Here is what Clark had to say about his buddy Jean in 1935 (Jean’s part about Clark coming up tomorrow!):
To me, Jean always seems to have rather a man’s attitude toward life. I don’t know just how to explain this, but I always feel it when I’m with her. You can talk to her so naturally. She understands and appreciates the things men are interested in. Of course this appeals to any man.
Instead of the slinky evening gowns and bizarre costumes you might expect her to wear, after seeing her on the screen, she usually goes around in a pair of slacks, or a sports skirt, short socks, and sneakers. She seems utterly unconscious of her beauty.
She adores golf. She is an expert fisherman. She loves riding. And she makes no allowances for herself as a woman in these sports. She plays them on an equal basis with men—and discusses them more intelligently than one woman in a hundred.
She never uses her femininity in conversations—to win arguments, for instance, or to put over a point. So many woman suddenly “go feminine” when they think it will turn the tide their way, but I don’t think Jean even thinks of her sex in such circumstances.
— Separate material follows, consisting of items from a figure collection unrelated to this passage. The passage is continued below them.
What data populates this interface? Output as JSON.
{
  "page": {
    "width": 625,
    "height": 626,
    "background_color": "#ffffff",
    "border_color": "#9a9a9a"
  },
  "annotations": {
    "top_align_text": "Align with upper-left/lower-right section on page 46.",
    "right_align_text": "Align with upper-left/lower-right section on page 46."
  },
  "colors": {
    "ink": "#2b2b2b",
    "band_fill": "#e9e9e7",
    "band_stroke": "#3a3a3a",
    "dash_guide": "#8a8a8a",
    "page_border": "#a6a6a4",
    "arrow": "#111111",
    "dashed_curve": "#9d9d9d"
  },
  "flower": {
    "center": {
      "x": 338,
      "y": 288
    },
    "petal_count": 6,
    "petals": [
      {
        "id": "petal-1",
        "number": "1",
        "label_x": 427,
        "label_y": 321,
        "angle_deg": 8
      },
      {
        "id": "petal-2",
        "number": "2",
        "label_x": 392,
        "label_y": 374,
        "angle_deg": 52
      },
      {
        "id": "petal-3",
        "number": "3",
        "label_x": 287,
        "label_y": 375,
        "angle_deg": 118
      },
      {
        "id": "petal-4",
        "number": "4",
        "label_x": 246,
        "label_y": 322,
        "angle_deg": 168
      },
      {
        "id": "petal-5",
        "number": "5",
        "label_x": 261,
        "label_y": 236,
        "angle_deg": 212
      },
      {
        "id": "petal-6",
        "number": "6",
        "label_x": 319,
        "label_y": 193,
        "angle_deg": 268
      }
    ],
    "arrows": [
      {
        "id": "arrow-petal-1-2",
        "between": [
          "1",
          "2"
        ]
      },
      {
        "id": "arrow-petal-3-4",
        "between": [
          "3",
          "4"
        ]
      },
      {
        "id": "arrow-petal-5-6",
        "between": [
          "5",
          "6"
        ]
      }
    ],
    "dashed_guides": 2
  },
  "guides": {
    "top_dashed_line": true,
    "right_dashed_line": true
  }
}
She has, too, a complete sense of fairness. I don’t know anyone, man or woman, who is more of a straight shooter. She is fair in the things she does and the things she says. I have seen her, on one occasion, give a bit player an unusual break. The girl had a short line to speak, and then Jean was supposed to interrupt her. The girl had tried awfully hard, but as the scene was to be played she would be hardly noticed. Jean said, “I was an extra myself once, so I know what this means to her. Couldn’t we change the script a little so my line can be delayed—and I won’t have to walk in front of her?”
I’ve never known Jean to “go temperamental,” and when you consider the number of days we have worked together, this is a real tribute. I have seldom seen her out of spirits. Of course, she’s human, and she has occasional flare-ups. But they last only a short time and are always directed where they belong. Usually she is right.
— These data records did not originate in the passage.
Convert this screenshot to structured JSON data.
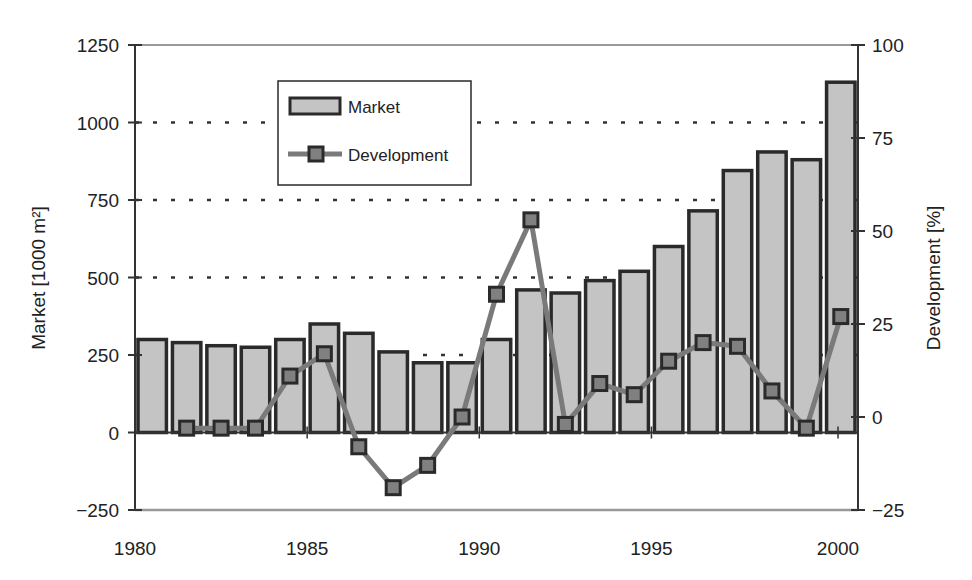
{
  "chart_data": {
    "type": "bar+line",
    "title": "",
    "x": [
      1980,
      1981,
      1982,
      1983,
      1984,
      1985,
      1986,
      1987,
      1988,
      1989,
      1990,
      1991,
      1992,
      1993,
      1994,
      1995,
      1996,
      1997,
      1998,
      1999,
      2000
    ],
    "xticks": [
      "1980",
      "1985",
      "1990",
      "1995",
      "2000"
    ],
    "xlabel": "",
    "series": [
      {
        "name": "Market",
        "type": "bar",
        "axis": "left",
        "values": [
          300,
          290,
          280,
          275,
          300,
          350,
          320,
          260,
          225,
          225,
          300,
          460,
          450,
          490,
          520,
          600,
          715,
          845,
          905,
          880,
          1130
        ]
      },
      {
        "name": "Development",
        "type": "line",
        "axis": "right",
        "values": [
          null,
          -3,
          -3,
          -3,
          11,
          17,
          -8,
          -19,
          -13,
          0,
          33,
          53,
          -2,
          9,
          6,
          15,
          20,
          19,
          7,
          -3,
          27
        ]
      }
    ],
    "ylabel": "Market [1000 m²]",
    "ylim": [
      -250,
      1250
    ],
    "yticks": [
      -250,
      0,
      250,
      500,
      750,
      1000,
      1250
    ],
    "ytick_labels": [
      "−250",
      "0",
      "250",
      "500",
      "750",
      "1000",
      "1250"
    ],
    "y2label": "Development [%]",
    "y2lim": [
      -25,
      100
    ],
    "y2ticks": [
      -25,
      0,
      25,
      50,
      75,
      100
    ],
    "y2tick_labels": [
      "−25",
      "0",
      "25",
      "50",
      "75",
      "100"
    ],
    "gridlines_dotted_at": [
      250,
      500,
      750,
      1000
    ],
    "legend": {
      "position": "upper-left-inside",
      "entries": [
        "Market",
        "Development"
      ]
    },
    "colors": {
      "bar_fill": "#c4c4c4",
      "bar_edge": "#2a2a2a",
      "line": "#7a7a7a",
      "marker_fill": "#808080",
      "marker_edge": "#2a2a2a",
      "axis": "#333333",
      "grid": "#333333"
    }
  }
}
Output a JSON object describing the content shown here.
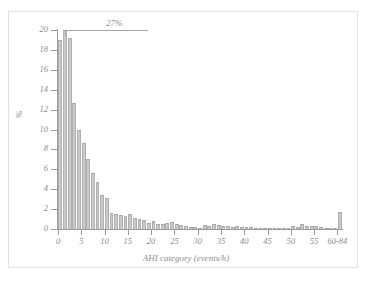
{
  "chart_data": {
    "type": "bar",
    "title": "",
    "subtitle": "",
    "xlabel": "AHI category (events/h)",
    "ylabel": "%",
    "xlim": [
      0,
      61
    ],
    "ylim": [
      0,
      20
    ],
    "ytick_labels": [
      "0",
      "2",
      "4",
      "6",
      "8",
      "10",
      "12",
      "14",
      "16",
      "18",
      "20"
    ],
    "ytick_values": [
      0,
      2,
      4,
      6,
      8,
      10,
      12,
      14,
      16,
      18,
      20
    ],
    "xtick_labels": [
      "0",
      "5",
      "10",
      "15",
      "20",
      "25",
      "30",
      "35",
      "40",
      "45",
      "50",
      "55",
      "60-84"
    ],
    "xtick_values": [
      0,
      5,
      10,
      15,
      20,
      25,
      30,
      35,
      40,
      45,
      50,
      55,
      60
    ],
    "grid": false,
    "legend": null,
    "bar_color": "#c9c9c9",
    "bar_edge_color": "#a8a8a8",
    "axis_color": "#9a9a9a",
    "text_color": "#8d8d8d",
    "frame_color": "#e2e2e2",
    "annotations": [
      {
        "text": "27%",
        "x": 1,
        "y": 27,
        "note": "tallest bar is clipped by the y-axis maximum of 20; leader line points to its top"
      }
    ],
    "categories": [
      0,
      1,
      2,
      3,
      4,
      5,
      6,
      7,
      8,
      9,
      10,
      11,
      12,
      13,
      14,
      15,
      16,
      17,
      18,
      19,
      20,
      21,
      22,
      23,
      24,
      25,
      26,
      27,
      28,
      29,
      30,
      31,
      32,
      33,
      34,
      35,
      36,
      37,
      38,
      39,
      40,
      41,
      42,
      43,
      44,
      45,
      46,
      47,
      48,
      49,
      50,
      51,
      52,
      53,
      54,
      55,
      56,
      57,
      58,
      59,
      60
    ],
    "values": [
      19.0,
      27.0,
      19.2,
      12.7,
      10.0,
      8.6,
      7.0,
      5.6,
      4.7,
      3.4,
      3.1,
      1.6,
      1.5,
      1.4,
      1.3,
      1.5,
      1.1,
      1.0,
      0.9,
      0.6,
      0.8,
      0.5,
      0.5,
      0.6,
      0.7,
      0.5,
      0.4,
      0.3,
      0.2,
      0.2,
      0.15,
      0.4,
      0.35,
      0.5,
      0.4,
      0.3,
      0.3,
      0.25,
      0.3,
      0.25,
      0.2,
      0.2,
      0.15,
      0.15,
      0.1,
      0.1,
      0.1,
      0.1,
      0.08,
      0.1,
      0.3,
      0.2,
      0.5,
      0.3,
      0.3,
      0.3,
      0.2,
      0.15,
      0.1,
      0.1,
      1.7
    ]
  }
}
She’s a swell sport. For instance, if I have to “sock” her in a picture—and believe me, it is done with the utmost reluctance!—she never asks me to take it easy. She doesn’t expect me to. When I “dunked” her in the barrel of water in Red Dust, she didn’t seem to mind at all. I’m always a bit embarrassed about such scenes, and her attitude helps. It’s just part of the business to her, and she goes through the retakes, if they’re necessary, like a trouper.
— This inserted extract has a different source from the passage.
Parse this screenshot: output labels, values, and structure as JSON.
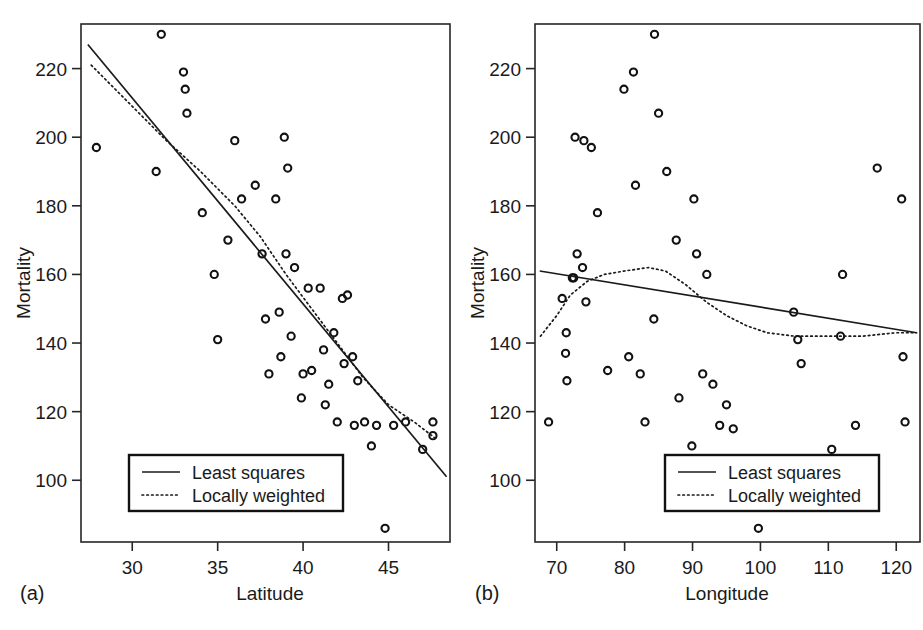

Again, during the making of China Seas, she had a bad cold, and right in the middle of it we had another scene where she had to be soaked. She didn’t complain once, though I’m sure it was anything but pleasant for her. And if she didn’t have such radiant health, it would take her weeks to break up the resulting cold.
One of the characteristics I have in mind when I say she has a man’s attitude is her amazing sincerity. She is always perfectly frank. There is no halfway about her, she treats everyone the same way—director, producer, or fellow actor. When we were making The Secret Six, Wallace Beery once criticized her for some minor detail of her performance. Without hesitation she flared right back at him. Remember, at the time, her position wasn’t nearly so important as his. But he admired her frankness—I believe their friendship dates from that day.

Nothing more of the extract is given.